On behalf of the Black Alliance for Educational Options (BAEO), I congratulate President Barack Obama for becoming the 44th President of the United States. His acceptance of the oath of office with hand laid on Abraham Lincoln’s Bible birthed a new kind of freedom in the American Republic.
Obama’s presidency, as have past presidencies, ushers in a bold opportunity for the nation to address critical policy issues of the day. In Lincoln’s America, slavery reigned as a critical issue of the day. In Obama’s America, another form of slavery reigns supreme.
President Lincoln in his first inaugural speech delivered on March 4, 1861 reiterated a theme employed during his campaign for the executive office: “I have no purpose, directly or indirectly, to interfere with the institution of slavery in the States where it exists.” Yet the rush for liberty upset the natural order of things.
Lincoln’s actions after his inauguration as the 16th President of the United States proved decisive in uprooting the peculiar institution; thus opening 148 years later the doors of the White House—built by slave labor—to a beautiful Black family with millions of cheering, multicolored faces waving America’s red, white and blue flag from sea to shining sea.
President Obama’s inaugural call to transform American schools to meet the demand of a new age is a declaration to interfere directly with the institution of educational slavery. The type of institution that equips our high school students with a passport to work on a prison plantation; that offers up our elementary and middle school children as fodder for a drug culture hungry to digest untapped potential; that mislabels gifted students as inattentive and eager learners as hyperactive; and that leaves American college graduates unprepared for too many jobs. This tenacity of failure—and its ugly twin…the pretense of progress—gnaws daily at the soul of American education, thereby eroding the foundation of our Constitution, our form of government, and our economy. Abolishing educational slavery is necessary. Therefore, upsetting the natural order of things is inevitable.
Not because President Obama identified a common enemy of school reform to conquer, or because he unveiled a ten-point plan for action. Rather, because he inherits an American system of education—public, private, home school, virtual—divided by class as much as Lincoln’s America was divided by caste. As in Lincoln’s day, there is a rising tide of discontent for slavery—this time it is educational. Also similar to Lincoln’s day, Americans look to the president for leadership, particularly if a season of change propels him into the fray of reconstructing education policy—whether he made reform part of his inaugural speech or not.
For example, nothing in President Dwight D. Eisenhower’s first inaugural speech delivered on January 20, 1953, after taking the oath of office with his hand laid on George Washington’s Bible, hinted at an interest in education reform—even as he referenced in passing “the spiritual knowledge of our free schools.” Yet Eisenhower’s transition to the presidency thrust him knee-deep in an ideologically-spirited Second Civil War following the Supreme Court’s Brown v. Board of Education decision in 1954.
President John F. Kennedy made no reference at all to education in his January 20, 1961 inaugural speech. But the brutal reaction to a federal demand to expel Jim Crow from American public schools at all levels of learning encouraged President Kennedy to address the nation by television on June 11, 1961. Kennedy referred to the educational matter of the day as “a moral crisis” in need of an executive and legislative action.
Neither did President Lyndon B. Johnson address schools nor education in his 1965 inaugural speech about the American Covenant. However, signs of the time demanded a presidential prerogative in American education. So President Johnson spearheaded a federal civil rights movement for equal educational opportunity—echoing in spirit—covenantal themes billowing through the singing of “America the Beautiful” by Leontyne Price during Johnson’s only presidential inauguration. Aretha Franklin’s queenly performance of “My Country ‘Tis of Thee” surely offers a nice springboard for President Obama to launch a new era where the nation’s systems of education promote liberty, freedom and options to pursue the American dream.
Poet William B. Yeats assures us in the Second Coming that “things fall apart; the center cannot hold.” American presidents have used their capital during crucial seasons in our nation’s history to untangle the grip of intolerance that threatens the speed of progress. “Our schools fail too many” is an intolerable fact President Obama acknowledged in his inaugural speech. Now that he is pregnant with desire, millions of families—most particularly the poor and working-class—are positioned as a midwife, ready to birth a new kind of educational freedom in America.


* _Problem details_: Retype the complete listing exactly as it appears.

* _Data for analysis_:
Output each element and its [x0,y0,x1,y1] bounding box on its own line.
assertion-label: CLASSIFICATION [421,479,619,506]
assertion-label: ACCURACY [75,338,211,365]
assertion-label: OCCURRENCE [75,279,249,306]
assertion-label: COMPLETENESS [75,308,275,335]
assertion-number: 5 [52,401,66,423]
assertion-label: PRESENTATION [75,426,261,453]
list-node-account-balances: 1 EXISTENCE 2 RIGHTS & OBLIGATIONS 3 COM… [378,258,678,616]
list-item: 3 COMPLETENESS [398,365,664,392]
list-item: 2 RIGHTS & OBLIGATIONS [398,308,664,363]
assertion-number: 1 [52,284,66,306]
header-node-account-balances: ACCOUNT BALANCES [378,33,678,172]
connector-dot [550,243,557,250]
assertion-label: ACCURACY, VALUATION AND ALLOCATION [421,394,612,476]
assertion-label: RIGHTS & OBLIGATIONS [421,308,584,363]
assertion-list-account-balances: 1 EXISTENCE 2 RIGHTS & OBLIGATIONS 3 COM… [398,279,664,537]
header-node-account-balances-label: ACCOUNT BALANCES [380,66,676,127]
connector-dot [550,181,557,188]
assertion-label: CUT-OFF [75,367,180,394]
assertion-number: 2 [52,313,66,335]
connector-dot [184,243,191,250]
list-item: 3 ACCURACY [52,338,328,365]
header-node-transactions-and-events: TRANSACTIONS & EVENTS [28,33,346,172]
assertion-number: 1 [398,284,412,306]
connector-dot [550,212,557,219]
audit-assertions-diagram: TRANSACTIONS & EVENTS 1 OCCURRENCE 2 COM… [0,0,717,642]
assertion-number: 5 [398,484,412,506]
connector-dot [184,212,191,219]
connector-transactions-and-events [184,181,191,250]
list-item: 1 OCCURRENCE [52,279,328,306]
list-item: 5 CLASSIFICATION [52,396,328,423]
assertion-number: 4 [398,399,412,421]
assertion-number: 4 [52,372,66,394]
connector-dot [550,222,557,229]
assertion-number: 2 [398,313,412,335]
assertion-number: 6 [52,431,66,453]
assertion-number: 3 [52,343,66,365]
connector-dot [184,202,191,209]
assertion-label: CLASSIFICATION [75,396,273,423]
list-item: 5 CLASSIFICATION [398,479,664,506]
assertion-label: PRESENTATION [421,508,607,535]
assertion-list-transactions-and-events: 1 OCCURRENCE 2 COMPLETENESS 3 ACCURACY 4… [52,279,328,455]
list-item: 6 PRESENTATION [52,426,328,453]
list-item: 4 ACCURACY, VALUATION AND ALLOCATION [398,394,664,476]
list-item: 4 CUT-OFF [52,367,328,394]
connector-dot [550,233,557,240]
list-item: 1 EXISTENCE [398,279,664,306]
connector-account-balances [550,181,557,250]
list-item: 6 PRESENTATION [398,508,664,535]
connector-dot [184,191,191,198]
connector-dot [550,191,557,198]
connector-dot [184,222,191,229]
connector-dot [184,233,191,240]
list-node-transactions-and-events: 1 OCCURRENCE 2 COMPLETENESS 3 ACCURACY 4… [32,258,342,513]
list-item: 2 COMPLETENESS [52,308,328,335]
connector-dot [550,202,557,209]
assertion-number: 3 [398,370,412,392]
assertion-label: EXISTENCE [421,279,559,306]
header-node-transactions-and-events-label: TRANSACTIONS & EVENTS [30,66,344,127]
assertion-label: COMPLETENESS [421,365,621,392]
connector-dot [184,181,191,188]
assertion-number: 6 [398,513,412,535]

* _Solved problem_:
Output each element and its [x0,y0,x1,y1] bounding box on its own line.
assertion-label: CLASSIFICATION [421,479,619,506]
assertion-label: ACCURACY [75,338,211,365]
assertion-label: OCCURRENCE [75,279,249,306]
assertion-label: COMPLETENESS [75,308,275,335]
assertion-number: 5 [52,401,66,423]
assertion-label: PRESENTATION [75,426,261,453]
list-node-account-balances: 1 EXISTENCE 2 RIGHTS & OBLIGATIONS 3 COM… [378,258,678,616]
list-item: 3 COMPLETENESS [398,365,664,392]
list-item: 2 RIGHTS & OBLIGATIONS [398,308,664,363]
assertion-number: 1 [52,284,66,306]
header-node-account-balances: ACCOUNT BALANCES [378,33,678,172]
connector-dot [550,243,557,250]
assertion-label: ACCURACY, VALUATION AND ALLOCATION [421,394,612,476]
assertion-label: RIGHTS & OBLIGATIONS [421,308,584,363]
assertion-list-account-balances: 1 EXISTENCE 2 RIGHTS & OBLIGATIONS 3 COM… [398,279,664,537]
header-node-account-balances-label: ACCOUNT BALANCES [380,66,676,127]
connector-dot [550,181,557,188]
assertion-label: CUT-OFF [75,367,180,394]
assertion-number: 2 [52,313,66,335]
connector-dot [184,243,191,250]
list-item: 3 ACCURACY [52,338,328,365]
header-node-transactions-and-events: TRANSACTIONS & EVENTS [28,33,346,172]
assertion-number: 1 [398,284,412,306]
connector-dot [550,212,557,219]
audit-assertions-diagram: TRANSACTIONS & EVENTS 1 OCCURRENCE 2 COM… [0,0,717,642]
assertion-number: 5 [398,484,412,506]
connector-dot [184,212,191,219]
connector-transactions-and-events [184,181,191,250]
list-item: 1 OCCURRENCE [52,279,328,306]
list-item: 5 CLASSIFICATION [52,396,328,423]
assertion-number: 4 [398,399,412,421]
assertion-number: 4 [52,372,66,394]
connector-dot [550,222,557,229]
assertion-number: 2 [398,313,412,335]
assertion-number: 6 [52,431,66,453]
assertion-number: 3 [52,343,66,365]
connector-dot [184,202,191,209]
assertion-label: CLASSIFICATION [75,396,273,423]
list-item: 5 CLASSIFICATION [398,479,664,506]
assertion-label: PRESENTATION [421,508,607,535]
assertion-list-transactions-and-events: 1 OCCURRENCE 2 COMPLETENESS 3 ACCURACY 4… [52,279,328,455]
list-item: 6 PRESENTATION [52,426,328,453]
list-item: 4 ACCURACY, VALUATION AND ALLOCATION [398,394,664,476]
list-item: 4 CUT-OFF [52,367,328,394]
connector-dot [550,233,557,240]
list-item: 1 EXISTENCE [398,279,664,306]
connector-account-balances [550,181,557,250]
list-item: 6 PRESENTATION [398,508,664,535]
connector-dot [184,191,191,198]
connector-dot [550,191,557,198]
connector-dot [184,222,191,229]
connector-dot [184,233,191,240]
list-node-transactions-and-events: 1 OCCURRENCE 2 COMPLETENESS 3 ACCURACY 4… [32,258,342,513]
list-item: 2 COMPLETENESS [52,308,328,335]
connector-dot [550,202,557,209]
assertion-number: 3 [398,370,412,392]
assertion-label: EXISTENCE [421,279,559,306]
header-node-transactions-and-events-label: TRANSACTIONS & EVENTS [30,66,344,127]
assertion-label: COMPLETENESS [421,365,621,392]
connector-dot [184,181,191,188]
assertion-number: 6 [398,513,412,535]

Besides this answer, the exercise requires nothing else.